Google's turning search into a conversation, and India is where the experiment goes live. The company has launched Search Live across the country and widened AI Mode to seven more Indian languages, a real shift in how people pull answers from the web. AI Mode now includes Bengali, Kannada, Malayalam, Marathi, Tamil, Telugu, and Urdu, according to Times of India. India is also the first country outside the US to get Search Live, as reported by Economic Times. People are already asking questions nearly three times longer than traditional searches, according to Google's blog.
Why India became the AI search testing ground
It is not a random choice. India represents Google's largest user base for voice and visual search, according to Google's official blog. Since AI Mode first launched in English and Hindi, adoption has been striking, with people using it for everything from academic research to travel planning, as noted by Times of India.
The country is mobile-first, which makes it ideal for testing. Over 75% of Google's Indian user base accesses content via mobile, according to AI Certs. Picture a student cramming on a crowded metro, or a traveler scanning a signboard at a bus station, phone in one hand. India's scale, its mix of languages, and comfort with voice and visual search create rich, real-world scenarios. Millions of enthusiastic testers, all day, every day.
Search Live transforms how we interact with information
Search Live reimagines what search can feel like. Instead of typing, scanning results, and clicking links, you speak, you point your camera, you keep the conversation going. In the kitchen with a handful of ingredients, you can point your phone and ask, “What's the best way to combine these to make an iced matcha?” Then you get immediate, step-by-step guidance, as demonstrated by Google.
Under the hood, the system uses a customized version of Gemini with enhanced voice capabilities, built on Google's existing search infrastructure to deliver reliable answers, according to Economic Times. It also runs quietly in the background, so you can hop into other apps and keep the search conversation going when you return, according to the same source. To try it, tap the Live icon in the Google app or choose Live in Google Lens.
AI Mode's linguistic breakthrough goes beyond translation
Adding seven Indian languages is not just flipping a translation switch. Google's custom Gemini model for Search is built to understand local nuance, so AI Mode can grasp context, cultural references, and the way people actually phrase things in each language, according to Google's blog. Ask about a restaurant in Hindi versus Tamil, you might structure the question differently, and the system aims to respond in kind.
The rollout begins in phases over the next week, as noted by Times of India. Previously limited to English and Hindi, AI Mode has seen “incredible” adoption, popping up in use cases from education to product comparisons, according to the same source.
What this means for the future of global search
India is a preview of where search is headed. The success of AI Mode and Search Live in a multilingual, mobile-first environment will shape features everywhere. Google is expanding AI Mode across more than 180 countries and territories, as reported by Engadget. The company has also added support for languages like Hindi, Indonesian, Japanese, Korean, and Brazilian Portuguese in other markets, showing how ideas tested in India scale globally.
Search is inching closer to a chat with a knowledgeable friend, not a box for keywords. The questions Indian users ask, the multimodal habits that stick, the features that solve real problems, all of it feeds back into better search for everyone. My hunch, what works on the streets of Bengaluru or the lanes of Pune today will influence how people search in São Paulo, Lagos, or Jakarta tomorrow.
As these AI features mature and spread, India’s role as a testing ground only gets more important. A diverse, mobile-first, multilingual population offers the right stress test for AI search across cultures, languages, and use cases. If it clicks in India, it has a real shot at becoming the norm elsewhere.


(INSTRUCTIONS FOR THE TASK)
Check every line of the data below for the word "blood", then give only the number of lines that have it.

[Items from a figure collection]
※
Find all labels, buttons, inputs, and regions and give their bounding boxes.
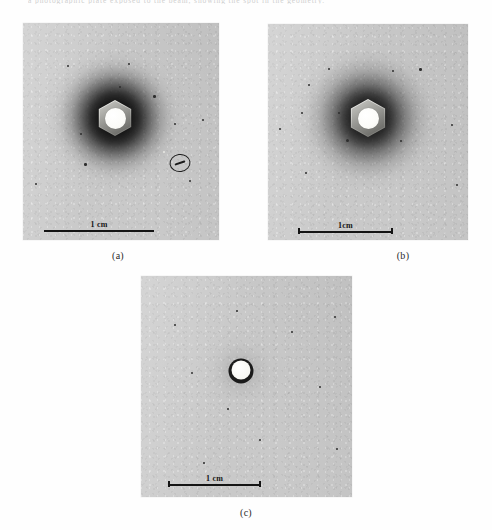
emulsion-speck bbox=[456, 184, 458, 186]
emulsion-speck bbox=[259, 439, 261, 441]
scale-bar-cap-left-c bbox=[168, 481, 170, 487]
emulsion-speck bbox=[80, 133, 82, 135]
nut-hex-rim-a bbox=[98, 101, 132, 135]
track-mark-a bbox=[175, 161, 186, 166]
emulsion-speck bbox=[338, 112, 340, 114]
plate-vignette-c bbox=[141, 276, 352, 497]
figure-panel-a: 1 cm bbox=[23, 23, 219, 240]
emulsion-speck bbox=[191, 372, 193, 374]
emulsion-speck bbox=[35, 183, 37, 185]
emulsion-speck bbox=[392, 70, 394, 72]
emulsion-speck bbox=[279, 128, 281, 130]
nut-hex-outer-b bbox=[349, 99, 387, 137]
plate-grain-texture-c bbox=[141, 276, 352, 497]
emulsion-speck bbox=[174, 123, 176, 125]
scale-bar-cap-right-b bbox=[391, 228, 393, 234]
nut-bright-core-a bbox=[105, 108, 126, 129]
emulsion-speck bbox=[84, 163, 87, 166]
emulsion-speck bbox=[128, 63, 130, 65]
emulsion-speck bbox=[328, 68, 330, 70]
nut-hex-outer-a bbox=[97, 100, 133, 136]
emulsion-speck bbox=[308, 84, 310, 86]
emulsion-speck bbox=[419, 68, 422, 71]
scale-bar-b: 1cm bbox=[298, 221, 393, 233]
center-disc-c bbox=[229, 359, 254, 384]
exposure-halo-b bbox=[285, 38, 451, 198]
scale-bar-cap-right-c bbox=[259, 481, 261, 487]
scale-bar-line-c bbox=[168, 484, 261, 486]
emulsion-speck bbox=[451, 124, 453, 126]
emulsion-speck bbox=[334, 316, 336, 318]
center-hexagonal-nut-b bbox=[349, 99, 387, 137]
emulsion-speck bbox=[346, 139, 349, 142]
panel-caption-a: (a) bbox=[83, 250, 153, 261]
plate-vignette-b bbox=[268, 24, 468, 240]
emulsion-speck bbox=[236, 310, 238, 312]
emulsion-speck bbox=[203, 462, 205, 464]
plate-vignette-a bbox=[23, 23, 219, 240]
scale-bar-label-a: 1 cm bbox=[44, 221, 154, 229]
figure-panel-b: 1cm bbox=[268, 24, 468, 240]
emulsion-speck bbox=[119, 86, 121, 88]
circled-track-annotation-a bbox=[168, 153, 191, 174]
emulsion-speck bbox=[291, 331, 293, 333]
emulsion-speck bbox=[202, 119, 204, 121]
page-running-text: a photographic plate exposed to the beam… bbox=[28, 0, 468, 4]
nut-bright-core-b bbox=[358, 108, 379, 129]
scale-bar-line-a bbox=[44, 230, 154, 232]
emulsion-speck bbox=[305, 172, 307, 174]
emulsion-speck bbox=[153, 95, 156, 98]
figure-panel-c: 1 cm bbox=[141, 276, 352, 497]
emulsion-speck bbox=[189, 180, 191, 182]
emulsion-speck bbox=[336, 448, 338, 450]
center-hexagonal-nut-a bbox=[97, 100, 133, 136]
panel-caption-b: (b) bbox=[368, 250, 438, 261]
plate-grain-texture-a bbox=[23, 23, 219, 240]
plate-grain-texture-b bbox=[268, 24, 468, 240]
scale-bar-c: 1 cm bbox=[168, 474, 261, 486]
scale-bar-line-b bbox=[298, 231, 393, 233]
panel-caption-c: (c) bbox=[211, 507, 281, 518]
scale-bar-a: 1 cm bbox=[44, 220, 154, 232]
scale-bar-label-c: 1 cm bbox=[168, 475, 261, 483]
exposure-halo-c bbox=[198, 330, 284, 412]
scale-bar-label-b: 1cm bbox=[298, 222, 393, 230]
emulsion-speck bbox=[319, 386, 321, 388]
emulsion-speck bbox=[174, 324, 176, 326]
emulsion-speck bbox=[227, 408, 229, 410]
emulsion-speck bbox=[163, 151, 165, 153]
emulsion-speck bbox=[301, 112, 303, 114]
nut-hex-rim-b bbox=[350, 100, 386, 136]
emulsion-speck bbox=[400, 140, 402, 142]
exposure-halo-a bbox=[39, 44, 191, 192]
scale-bar-cap-left-b bbox=[298, 228, 300, 234]
disc-bright-core-c bbox=[231, 360, 250, 379]
emulsion-speck bbox=[67, 65, 69, 67]
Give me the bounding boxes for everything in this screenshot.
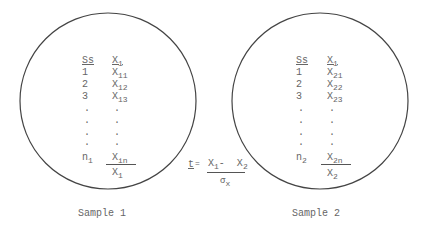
ss-row-2: 2 — [296, 80, 302, 90]
x-row-2: X22 — [327, 80, 343, 90]
x-last: X2n — [327, 153, 343, 163]
ss-ellipsis: . — [84, 116, 90, 126]
ss-ellipsis: . — [298, 138, 304, 148]
ss-ellipsis: . — [84, 104, 90, 114]
ss-last: n2 — [296, 153, 307, 163]
x-ellipsis: . — [114, 138, 120, 148]
x-header: X1 — [112, 56, 123, 66]
x-row-1: X11 — [112, 68, 128, 78]
sample-2-label: Sample 2 — [292, 208, 340, 219]
x-row-3: X13 — [112, 92, 128, 102]
ss-last: n1 — [82, 153, 93, 163]
x-header: X1 — [327, 56, 338, 66]
ss-row-1: 1 — [296, 68, 302, 78]
x-ellipsis: . — [329, 116, 335, 126]
ss-ellipsis: . — [298, 116, 304, 126]
ss-row-3: 3 — [82, 92, 88, 102]
numerator: X1- X2 — [208, 159, 248, 169]
ss-header: Ss — [82, 56, 94, 66]
x-ellipsis: . — [114, 116, 120, 126]
x-last: Xin — [112, 153, 128, 163]
diagram-canvas — [0, 0, 428, 231]
sample-1-circle — [20, 13, 196, 189]
ss-row-2: 2 — [82, 80, 88, 90]
x-ellipsis: . — [329, 104, 335, 114]
fraction-bar — [207, 172, 245, 173]
ss-header: Ss — [296, 56, 308, 66]
ss-row-1: 1 — [82, 68, 88, 78]
denominator: σx — [220, 176, 230, 186]
x-ellipsis: . — [114, 104, 120, 114]
sample-2-circle — [232, 13, 408, 189]
x-row-2: X12 — [112, 80, 128, 90]
sample-1-label: Sample 1 — [78, 208, 126, 219]
sample-mean: X2 — [327, 169, 338, 179]
ss-ellipsis: . — [298, 104, 304, 114]
x-row-3: X23 — [327, 92, 343, 102]
t-symbol: t — [188, 160, 194, 170]
sample-mean: X1 — [112, 168, 123, 178]
sum-line — [321, 164, 351, 165]
ss-row-3: 3 — [296, 92, 302, 102]
sum-line — [106, 164, 136, 165]
x-ellipsis: . — [329, 138, 335, 148]
ss-ellipsis: . — [84, 138, 90, 148]
x-row-1: X21 — [327, 68, 343, 78]
equals-sign: = — [195, 159, 200, 169]
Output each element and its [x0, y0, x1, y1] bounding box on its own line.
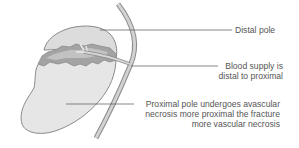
proximal-line-2: necrosis more proximal the fracture: [145, 109, 280, 119]
distal-pole-label: Distal pole: [235, 25, 275, 35]
proximal-pole-label: Proximal pole undergoes avascular necros…: [145, 99, 280, 129]
blood-supply-label: Blood supply is distal to proximal: [219, 61, 283, 81]
proximal-line-3: more vascular necrosis: [145, 119, 280, 129]
blood-supply-line-2: distal to proximal: [219, 71, 283, 81]
proximal-line-1: Proximal pole undergoes avascular: [145, 99, 280, 109]
blood-supply-line-1: Blood supply is: [219, 61, 283, 71]
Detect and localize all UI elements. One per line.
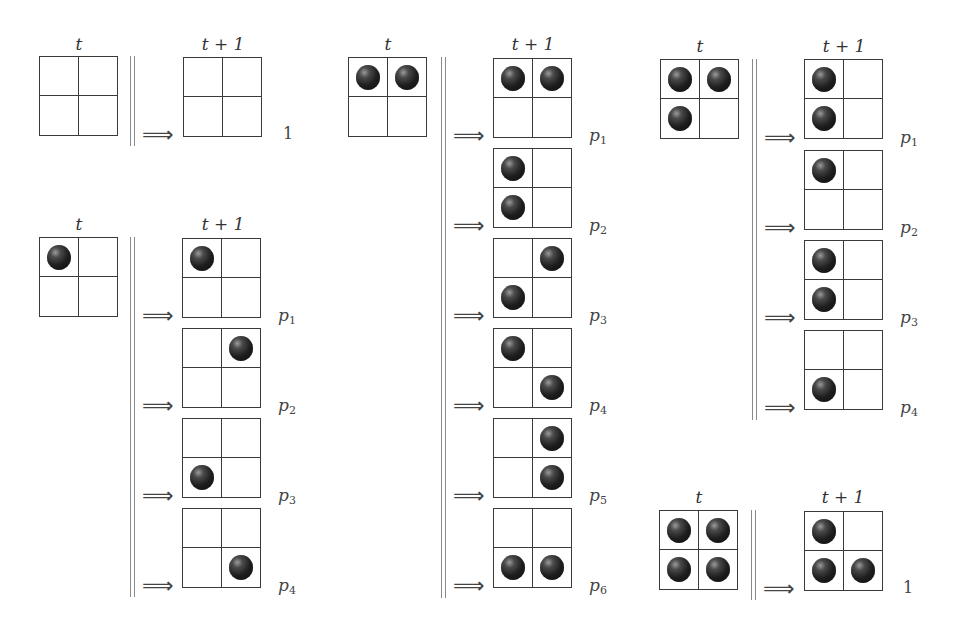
probability-label: 1: [903, 580, 913, 596]
grid-outcome-p2: [182, 328, 261, 408]
grid-outcome-p4: [493, 328, 572, 408]
ball-icon: [356, 65, 380, 90]
grid-state-t: [39, 237, 118, 317]
ball-icon: [540, 555, 564, 580]
time-label-t-plus-1: t + 1: [823, 38, 866, 55]
ball-icon: [668, 67, 692, 92]
transition-arrow-icon: ⟹: [453, 305, 485, 327]
transition-arrow-icon: ⟹: [764, 307, 796, 329]
transition-arrow-icon: ⟹: [142, 305, 174, 327]
probability-label-p1: p1: [278, 307, 296, 326]
probability-label-p4: p4: [900, 399, 918, 418]
probability-label-p1: p1: [589, 127, 607, 146]
ball-icon: [707, 67, 731, 92]
ball-icon: [812, 558, 836, 583]
separator-double-line: [752, 59, 757, 420]
ball-icon: [501, 336, 525, 361]
ball-icon: [501, 555, 525, 580]
separator-double-line: [751, 510, 756, 600]
time-label-t: t: [697, 38, 704, 55]
ball-icon: [395, 65, 419, 90]
transition-arrow-icon: ⟹: [142, 124, 174, 146]
ball-icon: [47, 245, 71, 270]
probability-label-p3: p3: [589, 307, 607, 326]
probability-label: 1: [283, 126, 293, 142]
probability-label-p5: p5: [589, 487, 607, 506]
grid-state-t-plus-1: [183, 57, 262, 137]
grid-state-t: [659, 510, 738, 590]
probability-label-p1: p1: [900, 129, 918, 148]
transition-arrow-icon: ⟹: [142, 485, 174, 507]
ball-icon: [812, 158, 836, 183]
ball-icon: [540, 465, 564, 490]
ball-icon: [851, 558, 875, 583]
ball-icon: [540, 246, 564, 271]
time-label-t-plus-1: t + 1: [512, 36, 555, 53]
ball-icon: [229, 555, 253, 580]
time-label-t: t: [696, 489, 703, 506]
grid-outcome-p4: [804, 330, 883, 410]
ball-icon: [812, 248, 836, 273]
probability-label-p2: p2: [278, 397, 296, 416]
separator-double-line: [130, 237, 135, 597]
time-label-t-plus-1: t + 1: [202, 36, 245, 53]
grid-outcome-p2: [804, 150, 883, 230]
transition-arrow-icon: ⟹: [453, 575, 485, 597]
ball-icon: [812, 287, 836, 312]
ball-icon: [667, 518, 691, 543]
grid-outcome-p1: [804, 59, 883, 139]
grid-state-t: [348, 57, 427, 137]
transition-arrow-icon: ⟹: [453, 125, 485, 147]
time-label-t: t: [76, 36, 83, 53]
time-label-t-plus-1: t + 1: [202, 216, 245, 233]
ball-icon: [540, 66, 564, 91]
ball-icon: [668, 106, 692, 131]
ball-icon: [812, 106, 836, 131]
separator-double-line: [441, 57, 446, 598]
grid-state-t: [660, 59, 739, 139]
ball-icon: [812, 67, 836, 92]
ball-icon: [501, 156, 525, 181]
probability-label-p3: p3: [278, 487, 296, 506]
probability-label-p6: p6: [589, 577, 607, 596]
ball-icon: [190, 465, 214, 490]
ball-icon: [540, 375, 564, 400]
ball-icon: [812, 377, 836, 402]
grid-outcome-p6: [493, 508, 572, 588]
ball-icon: [501, 285, 525, 310]
ball-icon: [501, 195, 525, 220]
transition-arrow-icon: ⟹: [453, 395, 485, 417]
time-label-t: t: [76, 216, 83, 233]
transition-arrow-icon: ⟹: [764, 217, 796, 239]
transition-arrow-icon: ⟹: [763, 578, 795, 600]
probability-label-p3: p3: [900, 309, 918, 328]
ball-icon: [229, 336, 253, 361]
transition-arrow-icon: ⟹: [453, 485, 485, 507]
probability-label-p2: p2: [589, 217, 607, 236]
grid-outcome-p2: [493, 148, 572, 228]
ball-icon: [812, 519, 836, 544]
ball-icon: [540, 426, 564, 451]
transition-arrow-icon: ⟹: [142, 575, 174, 597]
transition-arrow-icon: ⟹: [764, 127, 796, 149]
transition-arrow-icon: ⟹: [142, 395, 174, 417]
probability-label-p2: p2: [900, 219, 918, 238]
ball-icon: [667, 557, 691, 582]
ball-icon: [706, 557, 730, 582]
ball-icon: [190, 246, 214, 271]
grid-outcome-p3: [182, 418, 261, 498]
grid-state-t: [39, 56, 118, 136]
time-label-t-plus-1: t + 1: [822, 489, 865, 506]
ball-icon: [706, 518, 730, 543]
probability-label-p4: p4: [278, 577, 296, 596]
grid-outcome-p5: [493, 418, 572, 498]
grid-outcome-p1: [493, 58, 572, 138]
time-label-t: t: [385, 36, 392, 53]
transition-arrow-icon: ⟹: [764, 397, 796, 419]
ball-icon: [501, 66, 525, 91]
transition-arrow-icon: ⟹: [453, 215, 485, 237]
grid-outcome-p3: [804, 240, 883, 320]
probability-label-p4: p4: [589, 397, 607, 416]
grid-outcome-p4: [182, 508, 261, 588]
grid-state-t-plus-1: [804, 511, 883, 591]
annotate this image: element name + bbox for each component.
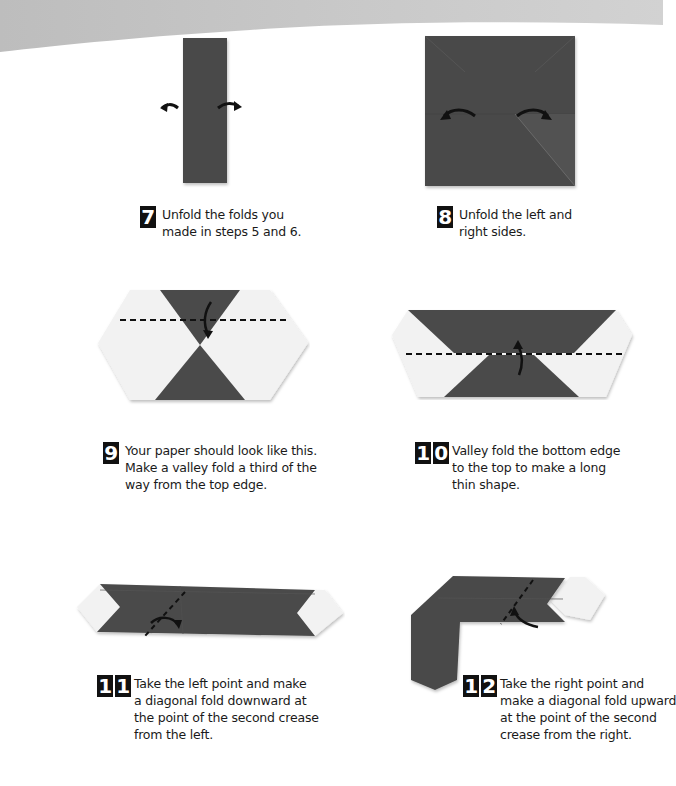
step-9-caption: 9 Your paper should look like this. Make… — [103, 442, 363, 502]
caption-line: the point of the second crease — [134, 709, 319, 726]
step-12-caption: 1 2 Take the right point and make a diag… — [463, 675, 663, 755]
caption-line: Unfold the left and — [459, 206, 572, 223]
step-8-caption: 8 Unfold the left and right sides. — [437, 206, 637, 246]
step-10-number-badge: 1 0 — [415, 442, 449, 464]
step-7-caption: 7 Unfold the folds you made in steps 5 a… — [140, 206, 340, 246]
step-11-diagram — [75, 580, 345, 650]
caption-line: made in steps 5 and 6. — [162, 223, 301, 240]
step-11-caption: 1 1 Take the left point and make a diago… — [97, 675, 337, 755]
step-8-number-badge: 8 — [437, 206, 453, 228]
caption-line: make a diagonal fold upward — [500, 692, 676, 709]
caption-line: thin shape. — [452, 476, 620, 493]
caption-line: a diagonal fold downward at — [134, 692, 319, 709]
step-10-caption: 1 0 Valley fold the bottom edge to the t… — [415, 442, 655, 502]
caption-line: to the top to make a long — [452, 459, 620, 476]
caption-line: Unfold the folds you — [162, 206, 301, 223]
step-number-digit: 1 — [115, 675, 131, 697]
caption-line: Take the left point and make — [134, 675, 319, 692]
step-number-digit: 8 — [437, 206, 453, 228]
step-11-number-badge: 1 1 — [97, 675, 131, 697]
caption-line: from the left. — [134, 726, 319, 743]
caption-line: Your paper should look like this. — [125, 442, 317, 459]
step-7-diagram — [160, 30, 250, 195]
step-12-number-badge: 1 2 — [463, 675, 497, 697]
caption-line: Make a valley fold a third of the — [125, 459, 317, 476]
step-number-digit: 1 — [415, 442, 431, 464]
step-number-digit: 7 — [140, 206, 156, 228]
step-7-number-badge: 7 — [140, 206, 156, 228]
caption-line: Valley fold the bottom edge — [452, 442, 620, 459]
caption-line: at the point of the second — [500, 709, 676, 726]
caption-line: way from the top edge. — [125, 476, 317, 493]
caption-line: Take the right point and — [500, 675, 676, 692]
step-9-number-badge: 9 — [103, 442, 119, 464]
step-10-diagram — [384, 305, 644, 400]
caption-line: right sides. — [459, 223, 572, 240]
step-number-digit: 1 — [97, 675, 113, 697]
step-number-digit: 9 — [103, 442, 119, 464]
step-8-diagram — [420, 32, 580, 192]
caption-line: crease from the right. — [500, 726, 676, 743]
step-number-digit: 1 — [463, 675, 479, 697]
step-9-diagram — [90, 288, 310, 413]
step-number-digit: 0 — [433, 442, 449, 464]
step-number-digit: 2 — [481, 675, 497, 697]
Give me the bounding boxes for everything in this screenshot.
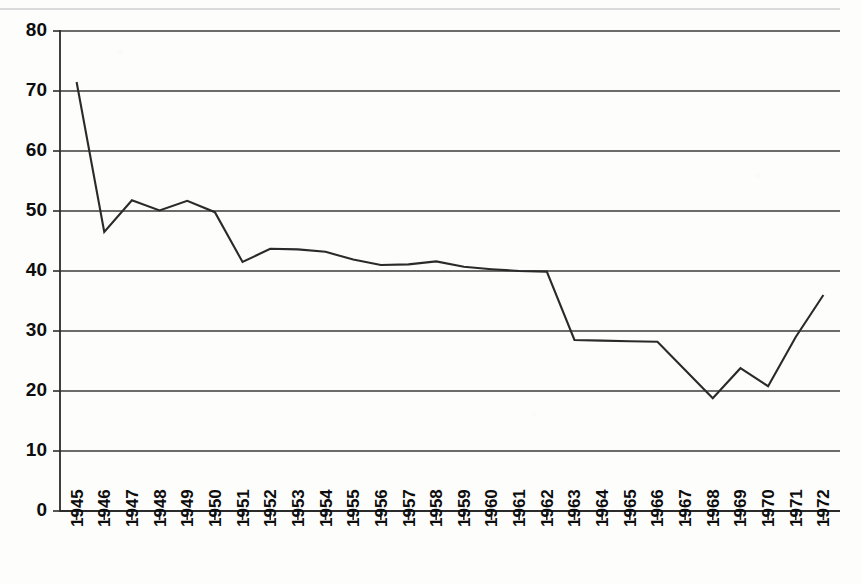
x-tick-label-1967: 1967 [676,489,695,527]
x-tick-label-1964: 1964 [593,489,612,527]
line-chart: 01020304050607080 1945194619471948194919… [0,0,861,584]
x-tick-label-1950: 1950 [206,489,225,527]
x-tick-label-1947: 1947 [123,489,142,527]
x-tick-label-1946: 1946 [95,489,114,527]
y-axis [53,30,60,512]
chart-container: 01020304050607080 1945194619471948194919… [0,0,861,584]
x-tick-label-1955: 1955 [344,489,363,527]
x-tick-label-1958: 1958 [427,489,446,527]
y-tick-label-60: 60 [26,139,47,160]
x-tick-label-1971: 1971 [787,489,806,527]
y-tick-label-10: 10 [26,439,47,460]
x-tick-label-1968: 1968 [704,489,723,527]
data-series [77,82,824,398]
x-tick-label-1966: 1966 [648,489,667,527]
y-tick-labels: 01020304050607080 [26,19,47,520]
x-tick-label-1959: 1959 [455,489,474,527]
x-tick-label-1972: 1972 [814,489,833,527]
y-tick-label-50: 50 [26,199,47,220]
x-tick-label-1963: 1963 [565,489,584,527]
gridlines [60,31,840,511]
series-line-1 [77,82,824,398]
x-tick-label-1960: 1960 [482,489,501,527]
x-tick-label-1961: 1961 [510,489,529,527]
x-tick-label-1951: 1951 [234,489,253,527]
x-tick-label-1957: 1957 [400,489,419,527]
x-tick-label-1965: 1965 [621,489,640,527]
x-axis [60,511,840,520]
x-tick-labels: 1945194619471948194919501951195219531954… [68,489,834,527]
x-tick-label-1949: 1949 [178,489,197,527]
x-tick-label-1956: 1956 [372,489,391,527]
y-tick-label-80: 80 [26,19,47,40]
x-tick-label-1962: 1962 [538,489,557,527]
x-tick-label-1948: 1948 [151,489,170,527]
x-tick-label-1952: 1952 [261,489,280,527]
y-tick-label-20: 20 [26,379,47,400]
x-tick-label-1954: 1954 [317,489,336,527]
x-tick-label-1969: 1969 [731,489,750,527]
y-tick-label-70: 70 [26,79,47,100]
x-tick-label-1953: 1953 [289,489,308,527]
y-tick-label-30: 30 [26,319,47,340]
y-tick-label-40: 40 [26,259,47,280]
x-tick-label-1945: 1945 [68,489,87,527]
x-tick-label-1970: 1970 [759,489,778,527]
y-tick-label-0: 0 [36,499,47,520]
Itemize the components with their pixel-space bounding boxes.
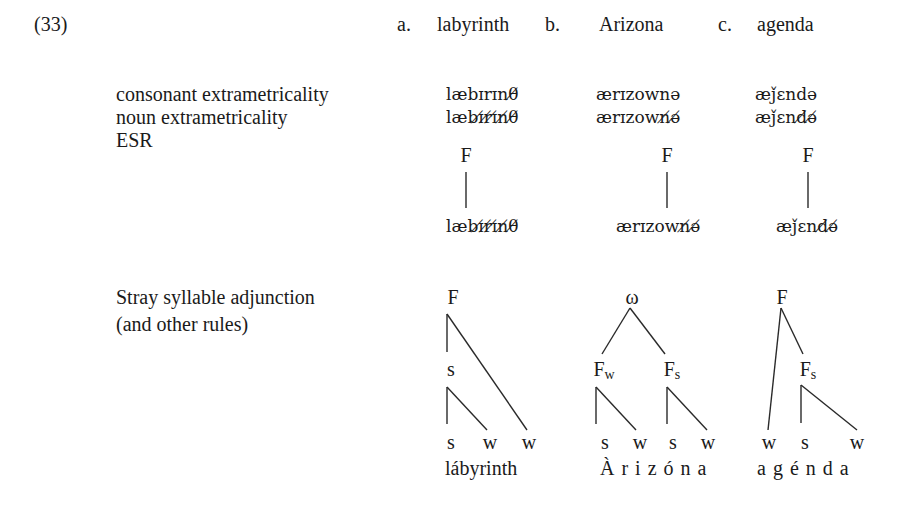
※
(ANSWER BOX)
3